If you remain unconvinced that this
is an outstanding book that you should read at once, sample this excerpt from
the epilogue (pp. 287-292): Who? Me? Use Theory? While
The Innovator's Dilemma sought to build a theory,
our purpose in writing The Innovator's Solution has been
to teach you as a manager how to use theory. If your reaction has been
that theory is too complicated—that you're an action-driven manager and are
not a theory-driven person—think again. Reread the passage in Moliere's The Bourgeois Gentleman in which Monsieur Jourdain finds
the writing of poetry intimidating. Remember how delighted he is to learn
that he can use the other option, which is to compose his love letter in
prose, because he has unwittingly been speaking prose all his life? While you
may not have known it, you have been using theory for the whole of your
managerial life. Whenever you have taken an action or made a plan, it was
predicated upon a theory in your mind that your actions would lead to the
envisioned outcome. So using theory to create successful growth businesses
needn't feel strange. You are—though perhaps unwittingly—a practiced
theoretician. We
conclude with a summary of our advice to executives who seek solutions to the
innovator's dilemma. 1.
Never say yes to a strategy that targets customers and markets that look
attractive to an established competitor. Keep sending the team back to the
drawing board until they've identified a disruptive foothold that established
competitors will be happy to ignore or be relieved to walk away from. If you
create asymmetries of motivation, your competitors will help you win.

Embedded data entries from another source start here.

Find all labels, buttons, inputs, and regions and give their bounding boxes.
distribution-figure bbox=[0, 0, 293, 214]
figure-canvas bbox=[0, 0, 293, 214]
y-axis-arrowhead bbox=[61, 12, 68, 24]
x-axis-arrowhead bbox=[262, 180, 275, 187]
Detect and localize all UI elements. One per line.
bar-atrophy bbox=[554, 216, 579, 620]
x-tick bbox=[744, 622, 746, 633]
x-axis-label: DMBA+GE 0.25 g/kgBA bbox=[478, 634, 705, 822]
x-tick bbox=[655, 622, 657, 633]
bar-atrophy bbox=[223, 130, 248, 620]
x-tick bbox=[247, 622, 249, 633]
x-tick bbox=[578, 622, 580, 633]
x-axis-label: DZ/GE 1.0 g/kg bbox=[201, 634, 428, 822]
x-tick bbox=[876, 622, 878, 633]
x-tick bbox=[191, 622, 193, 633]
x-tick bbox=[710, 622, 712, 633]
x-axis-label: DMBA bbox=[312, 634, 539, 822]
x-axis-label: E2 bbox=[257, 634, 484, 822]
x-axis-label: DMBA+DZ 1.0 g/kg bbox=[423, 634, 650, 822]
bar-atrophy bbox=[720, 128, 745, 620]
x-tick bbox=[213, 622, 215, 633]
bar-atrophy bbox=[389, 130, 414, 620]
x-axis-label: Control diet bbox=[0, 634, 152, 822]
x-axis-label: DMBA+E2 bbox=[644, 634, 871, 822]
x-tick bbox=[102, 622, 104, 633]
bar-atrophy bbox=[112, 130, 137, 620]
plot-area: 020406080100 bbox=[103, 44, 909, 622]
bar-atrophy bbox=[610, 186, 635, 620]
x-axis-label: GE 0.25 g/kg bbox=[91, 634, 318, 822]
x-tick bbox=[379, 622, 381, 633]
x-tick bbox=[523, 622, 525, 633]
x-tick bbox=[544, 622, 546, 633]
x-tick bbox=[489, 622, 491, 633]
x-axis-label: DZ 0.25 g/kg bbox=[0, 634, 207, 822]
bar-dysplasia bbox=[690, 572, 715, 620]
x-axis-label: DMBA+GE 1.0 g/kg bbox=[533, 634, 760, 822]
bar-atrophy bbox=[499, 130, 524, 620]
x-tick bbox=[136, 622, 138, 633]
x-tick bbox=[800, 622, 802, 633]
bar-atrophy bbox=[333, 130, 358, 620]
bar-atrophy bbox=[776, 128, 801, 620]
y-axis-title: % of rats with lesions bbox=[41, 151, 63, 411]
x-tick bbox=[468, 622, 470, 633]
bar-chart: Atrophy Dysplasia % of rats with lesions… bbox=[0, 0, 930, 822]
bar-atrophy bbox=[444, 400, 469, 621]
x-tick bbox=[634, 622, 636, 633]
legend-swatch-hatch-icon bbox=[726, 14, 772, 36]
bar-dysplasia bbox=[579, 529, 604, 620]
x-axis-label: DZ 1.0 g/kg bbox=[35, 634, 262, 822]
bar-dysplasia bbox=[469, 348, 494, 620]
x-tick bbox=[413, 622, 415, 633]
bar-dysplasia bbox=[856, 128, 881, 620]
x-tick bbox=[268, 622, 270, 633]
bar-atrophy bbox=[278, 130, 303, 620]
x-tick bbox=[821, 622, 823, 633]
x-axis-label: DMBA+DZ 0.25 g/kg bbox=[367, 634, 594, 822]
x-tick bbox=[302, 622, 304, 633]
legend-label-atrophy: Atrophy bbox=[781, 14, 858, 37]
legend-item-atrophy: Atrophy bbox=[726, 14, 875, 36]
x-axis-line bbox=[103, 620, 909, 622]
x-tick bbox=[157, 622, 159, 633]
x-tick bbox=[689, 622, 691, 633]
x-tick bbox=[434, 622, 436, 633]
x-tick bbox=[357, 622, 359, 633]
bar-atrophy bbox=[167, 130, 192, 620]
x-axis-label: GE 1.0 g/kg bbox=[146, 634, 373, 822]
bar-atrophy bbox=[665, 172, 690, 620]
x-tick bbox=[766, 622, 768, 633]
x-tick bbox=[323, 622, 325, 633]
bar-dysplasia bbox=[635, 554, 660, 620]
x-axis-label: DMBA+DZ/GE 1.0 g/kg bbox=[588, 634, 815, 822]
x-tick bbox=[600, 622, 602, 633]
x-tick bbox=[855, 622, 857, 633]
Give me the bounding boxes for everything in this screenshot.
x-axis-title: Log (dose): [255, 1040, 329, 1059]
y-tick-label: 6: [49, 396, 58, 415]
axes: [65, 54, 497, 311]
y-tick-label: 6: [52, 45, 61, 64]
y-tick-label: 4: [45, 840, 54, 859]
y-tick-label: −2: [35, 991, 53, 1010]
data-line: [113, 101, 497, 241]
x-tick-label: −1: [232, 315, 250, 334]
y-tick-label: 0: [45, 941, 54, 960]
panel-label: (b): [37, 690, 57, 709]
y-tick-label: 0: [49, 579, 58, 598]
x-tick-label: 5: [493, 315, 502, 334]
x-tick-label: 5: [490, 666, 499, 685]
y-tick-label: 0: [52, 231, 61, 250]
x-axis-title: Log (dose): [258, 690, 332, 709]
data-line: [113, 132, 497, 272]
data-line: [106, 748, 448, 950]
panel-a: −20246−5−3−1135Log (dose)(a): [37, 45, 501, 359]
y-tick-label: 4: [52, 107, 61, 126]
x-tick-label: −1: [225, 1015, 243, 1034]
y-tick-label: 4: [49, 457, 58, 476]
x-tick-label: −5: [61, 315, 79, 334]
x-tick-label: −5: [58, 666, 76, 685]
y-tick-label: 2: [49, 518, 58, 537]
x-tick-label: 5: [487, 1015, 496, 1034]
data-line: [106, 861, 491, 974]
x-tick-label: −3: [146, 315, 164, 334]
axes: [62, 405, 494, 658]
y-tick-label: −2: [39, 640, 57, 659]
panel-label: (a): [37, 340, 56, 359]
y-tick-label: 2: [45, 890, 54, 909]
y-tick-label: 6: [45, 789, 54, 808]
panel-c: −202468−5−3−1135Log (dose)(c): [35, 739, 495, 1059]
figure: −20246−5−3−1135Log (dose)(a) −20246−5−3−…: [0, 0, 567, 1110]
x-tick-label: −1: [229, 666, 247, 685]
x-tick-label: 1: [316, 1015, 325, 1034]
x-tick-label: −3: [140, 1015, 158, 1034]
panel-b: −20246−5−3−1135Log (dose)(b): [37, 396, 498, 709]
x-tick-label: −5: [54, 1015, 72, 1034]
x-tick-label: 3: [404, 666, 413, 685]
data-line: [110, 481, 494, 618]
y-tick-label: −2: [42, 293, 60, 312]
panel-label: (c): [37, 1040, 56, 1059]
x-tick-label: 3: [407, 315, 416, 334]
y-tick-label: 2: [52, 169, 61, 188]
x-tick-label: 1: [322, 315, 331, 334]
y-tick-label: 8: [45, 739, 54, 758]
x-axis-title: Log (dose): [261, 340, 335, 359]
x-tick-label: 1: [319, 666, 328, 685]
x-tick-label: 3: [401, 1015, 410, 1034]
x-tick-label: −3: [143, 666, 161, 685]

Though
you may not have done this before, it should feel good if you are accustomed
to bloody fights of sustaining innovation against motivated competitors. 2.
If your team targets customers who already are using pretty good products,
send them back to see if they can find a way to compete against
nonconsumption. When your customers are delighted to have a simple,
inexpensive product because their alternative is to have nothing, all the
techniques for pleasing customers that you learned in Marketing 101 will be
easy and inexpensive. This also should spell welcome relief compared with the
alternative, which is the massive investment typically required to make
disruptive technologies preferable to the established products that customers
already are comfortable using. 3.
If there are no nonconsumers available, ask your team to explore whether a
low-end disruption is feasible. They must devise a business model that can
make attractive profits at the discount prices required to capture customers
at the low end of the market, who can't use all the functionality for which
they currently must pay. If this isn't possible either, then don't invest—or
at least, don't invest with the expectation that this will create a
significant growth business. 4.
If the project leader ever uses the phrase, "If we can just get the
customer to . . . ," terminate the conversation. Send the team back to
find a way to help customer? get done more conveniently and inexpensively
what they already are trying to get done. Competing wishfully against customers'
manifest priorities has shortened the tenure-in-job of some pretty good
people. 5.
If the team's product or marketing plan focuses on market segments whose
boundaries mirror your organization's boundaries, or if the targeted market
is segmented along the lines for which data are readily available (by product
type, price point, or demographic category), send the team back. Ask them to
segment the market in ways that mirror the jobs that customers are trying to
get done. Remind the team that you still have no alternative but to
hire a one-size-fits-all milkshake for at least two different jobs that arise
regularly in your life. The milkshake business is stalled because
quick-service restaurants keep improving the shake's attributes rather than
doing each job better and better—which would grow the category by helping
shakes to steal share from the real competition. 6.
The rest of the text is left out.